I’m not sure if I nod. I’m not sure what any part of my body is doing.
“But it wasn’t like that,” Cole continues. “I think what Stella loved was Evie’s sweetness. Her innocence, you know? How she was this little blond cheerleader with the football player boyfriend and perfect family, but she wasn’t stuck up about it or anything. She was so generous with her love. So open.”
My head is spinning. The ground has been pulled out from under me and I am falling through space and there is nothing and no one to catch me. Who the hell is he talking about? Not Evie. Not the Evie I know.
He seems to sense my shock. “You’re surprised by some of this?”
“Yeah. Pretty much all of it, to be honest.”
“I guess she changed a lot after she got out of the hospital.”
“That would be an understatement.”
“Makes sense, really. She went through a lot. She almost died, then didn’t. Then her really close friend died. That’ll change anyone.”
We sit there in silence for a while. Cole picks up his doughnut and continues eating.
“She was a cheerleader?” It’s the only thing I can think of saying.
Cole laughs, which loosens the vise grip on my heart. He looks me up and down, at my boots and ripped jeans, my faded thrift store T-shirt and short dreadlocks. “Not quite your usual type?”
“Not really.”
“Yeah, not Stella’s either. But Evie was special, I guess.”
“Is special. She is special.”
“Sorry.”
“It’s okay.”
“I have to go to class,” Cole says, standing up. “Been working since eight this morning—now I have to go to three hours of night class. Good times.”
“Thanks for talking to me,” I say.
“Sorry I couldn’t be more helpful. I probably made it worse, huh?”
I look up at him and try to smile. “Yeah, kind of.”
He reaches out his hand and we shake. “Take care of yourself,” Cole says, and walks away.
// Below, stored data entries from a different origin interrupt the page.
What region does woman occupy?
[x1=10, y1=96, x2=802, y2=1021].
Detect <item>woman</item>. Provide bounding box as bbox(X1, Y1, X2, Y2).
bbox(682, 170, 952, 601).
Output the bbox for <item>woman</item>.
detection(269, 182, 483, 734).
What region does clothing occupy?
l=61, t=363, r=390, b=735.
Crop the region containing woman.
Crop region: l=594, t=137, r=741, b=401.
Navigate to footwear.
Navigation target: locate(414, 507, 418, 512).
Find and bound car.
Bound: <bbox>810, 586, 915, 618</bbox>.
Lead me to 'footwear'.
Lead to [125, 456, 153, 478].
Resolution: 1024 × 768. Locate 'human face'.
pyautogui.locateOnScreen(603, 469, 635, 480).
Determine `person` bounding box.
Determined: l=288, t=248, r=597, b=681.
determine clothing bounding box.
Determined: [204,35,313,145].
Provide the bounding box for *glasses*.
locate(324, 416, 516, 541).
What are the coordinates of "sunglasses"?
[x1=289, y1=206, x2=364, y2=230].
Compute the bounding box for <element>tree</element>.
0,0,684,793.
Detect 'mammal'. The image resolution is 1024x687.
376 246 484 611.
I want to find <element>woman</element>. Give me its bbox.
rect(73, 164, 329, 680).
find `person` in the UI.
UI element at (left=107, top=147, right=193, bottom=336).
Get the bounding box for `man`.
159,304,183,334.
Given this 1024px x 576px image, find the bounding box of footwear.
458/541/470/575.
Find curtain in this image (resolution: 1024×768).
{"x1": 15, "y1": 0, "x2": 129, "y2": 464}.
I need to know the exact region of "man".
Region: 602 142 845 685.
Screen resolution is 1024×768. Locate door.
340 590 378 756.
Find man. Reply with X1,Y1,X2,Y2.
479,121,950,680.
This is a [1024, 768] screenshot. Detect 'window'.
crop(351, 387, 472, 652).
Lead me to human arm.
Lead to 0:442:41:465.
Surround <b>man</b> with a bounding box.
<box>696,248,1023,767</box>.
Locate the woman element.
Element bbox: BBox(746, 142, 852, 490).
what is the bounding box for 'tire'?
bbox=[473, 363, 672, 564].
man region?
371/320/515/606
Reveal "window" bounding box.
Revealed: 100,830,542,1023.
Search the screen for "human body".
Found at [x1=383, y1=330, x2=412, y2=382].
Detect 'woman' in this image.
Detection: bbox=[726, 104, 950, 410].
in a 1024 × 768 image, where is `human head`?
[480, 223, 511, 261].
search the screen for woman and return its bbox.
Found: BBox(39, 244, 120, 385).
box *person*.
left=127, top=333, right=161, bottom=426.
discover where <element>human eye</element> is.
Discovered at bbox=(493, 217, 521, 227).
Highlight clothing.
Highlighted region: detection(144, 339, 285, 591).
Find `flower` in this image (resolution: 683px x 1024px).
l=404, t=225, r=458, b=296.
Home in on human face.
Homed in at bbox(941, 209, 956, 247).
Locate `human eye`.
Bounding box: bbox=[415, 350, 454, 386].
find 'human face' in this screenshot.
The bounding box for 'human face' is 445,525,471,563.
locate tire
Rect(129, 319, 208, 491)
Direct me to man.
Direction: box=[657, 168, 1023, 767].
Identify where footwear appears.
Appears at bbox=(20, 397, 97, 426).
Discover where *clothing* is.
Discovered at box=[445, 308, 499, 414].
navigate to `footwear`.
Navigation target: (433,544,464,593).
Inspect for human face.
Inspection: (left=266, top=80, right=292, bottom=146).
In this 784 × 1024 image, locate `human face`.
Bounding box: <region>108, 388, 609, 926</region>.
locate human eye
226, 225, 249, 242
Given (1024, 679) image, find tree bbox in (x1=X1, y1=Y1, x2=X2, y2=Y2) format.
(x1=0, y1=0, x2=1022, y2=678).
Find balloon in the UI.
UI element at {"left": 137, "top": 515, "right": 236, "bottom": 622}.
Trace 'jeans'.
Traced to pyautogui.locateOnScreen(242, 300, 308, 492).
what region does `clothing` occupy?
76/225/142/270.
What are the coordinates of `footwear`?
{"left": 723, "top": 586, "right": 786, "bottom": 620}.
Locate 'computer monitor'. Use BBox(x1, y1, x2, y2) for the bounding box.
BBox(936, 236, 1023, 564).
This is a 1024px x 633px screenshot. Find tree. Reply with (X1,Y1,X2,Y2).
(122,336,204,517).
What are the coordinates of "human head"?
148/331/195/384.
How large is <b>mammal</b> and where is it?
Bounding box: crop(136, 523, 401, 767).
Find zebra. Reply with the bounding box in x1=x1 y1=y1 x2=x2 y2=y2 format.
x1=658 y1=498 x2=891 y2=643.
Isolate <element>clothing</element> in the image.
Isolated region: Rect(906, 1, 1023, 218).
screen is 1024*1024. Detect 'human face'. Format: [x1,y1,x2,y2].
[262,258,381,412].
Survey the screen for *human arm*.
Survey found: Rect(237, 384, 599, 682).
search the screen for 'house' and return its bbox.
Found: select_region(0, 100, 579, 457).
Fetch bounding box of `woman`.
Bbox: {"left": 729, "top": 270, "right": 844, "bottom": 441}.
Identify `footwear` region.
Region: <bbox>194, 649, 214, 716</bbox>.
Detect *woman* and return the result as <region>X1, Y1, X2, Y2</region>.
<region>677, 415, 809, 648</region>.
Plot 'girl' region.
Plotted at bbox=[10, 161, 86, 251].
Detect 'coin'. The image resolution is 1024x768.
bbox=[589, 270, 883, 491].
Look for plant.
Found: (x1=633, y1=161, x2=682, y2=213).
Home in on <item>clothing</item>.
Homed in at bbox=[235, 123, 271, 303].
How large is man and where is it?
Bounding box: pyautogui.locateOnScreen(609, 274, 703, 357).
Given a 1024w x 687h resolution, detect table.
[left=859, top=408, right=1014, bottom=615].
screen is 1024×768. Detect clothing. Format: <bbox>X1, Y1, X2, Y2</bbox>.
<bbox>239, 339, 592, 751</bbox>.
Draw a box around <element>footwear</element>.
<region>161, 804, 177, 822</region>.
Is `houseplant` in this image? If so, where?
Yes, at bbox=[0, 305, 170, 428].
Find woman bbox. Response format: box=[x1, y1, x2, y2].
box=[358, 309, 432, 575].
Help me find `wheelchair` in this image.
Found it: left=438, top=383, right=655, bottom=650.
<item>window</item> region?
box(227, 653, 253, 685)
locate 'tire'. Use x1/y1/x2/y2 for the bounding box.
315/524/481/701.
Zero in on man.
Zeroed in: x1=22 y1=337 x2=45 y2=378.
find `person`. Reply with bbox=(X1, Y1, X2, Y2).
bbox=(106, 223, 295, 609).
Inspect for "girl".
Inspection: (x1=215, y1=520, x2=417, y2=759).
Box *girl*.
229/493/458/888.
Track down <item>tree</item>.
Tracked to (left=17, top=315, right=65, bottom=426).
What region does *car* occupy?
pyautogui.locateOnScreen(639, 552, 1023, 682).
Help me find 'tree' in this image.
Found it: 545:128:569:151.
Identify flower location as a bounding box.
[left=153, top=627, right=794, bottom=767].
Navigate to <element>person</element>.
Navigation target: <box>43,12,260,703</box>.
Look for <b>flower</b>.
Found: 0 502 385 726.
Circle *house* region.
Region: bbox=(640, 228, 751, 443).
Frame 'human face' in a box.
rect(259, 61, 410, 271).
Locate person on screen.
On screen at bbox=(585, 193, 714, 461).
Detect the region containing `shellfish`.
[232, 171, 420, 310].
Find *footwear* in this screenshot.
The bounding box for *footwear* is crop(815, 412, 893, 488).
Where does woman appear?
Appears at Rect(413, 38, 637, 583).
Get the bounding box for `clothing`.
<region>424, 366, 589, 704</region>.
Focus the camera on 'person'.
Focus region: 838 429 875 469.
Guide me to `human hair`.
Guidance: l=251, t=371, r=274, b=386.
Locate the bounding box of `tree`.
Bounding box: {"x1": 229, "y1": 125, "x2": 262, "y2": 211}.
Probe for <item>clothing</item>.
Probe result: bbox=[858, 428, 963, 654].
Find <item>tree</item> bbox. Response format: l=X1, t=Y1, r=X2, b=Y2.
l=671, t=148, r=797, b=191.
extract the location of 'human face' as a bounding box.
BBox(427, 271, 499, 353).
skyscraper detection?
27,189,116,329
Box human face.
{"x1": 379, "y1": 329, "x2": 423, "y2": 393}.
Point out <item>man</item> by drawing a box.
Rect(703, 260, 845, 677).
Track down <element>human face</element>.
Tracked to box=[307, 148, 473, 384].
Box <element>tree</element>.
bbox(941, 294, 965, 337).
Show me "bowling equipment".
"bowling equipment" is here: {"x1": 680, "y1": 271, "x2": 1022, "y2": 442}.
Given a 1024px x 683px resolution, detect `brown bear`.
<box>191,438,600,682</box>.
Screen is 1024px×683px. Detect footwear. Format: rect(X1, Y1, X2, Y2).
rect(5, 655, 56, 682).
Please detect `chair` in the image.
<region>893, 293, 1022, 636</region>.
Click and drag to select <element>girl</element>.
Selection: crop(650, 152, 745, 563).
I sit there for a few minutes, trying to imagine the tough girl I know as a cheerleader, in one of those ridiculous outfits they wear, jumping around with pom-poms, squealing for a football game, or parading through the halls of her high school on the arm of a dumb jock. I can’t help but laugh, and it’s the laughter that saves me, even as I attract a few strange looks, even as a couple people scoot a little farther away from me on the bench. It’s the laughter that keeps me from screaming.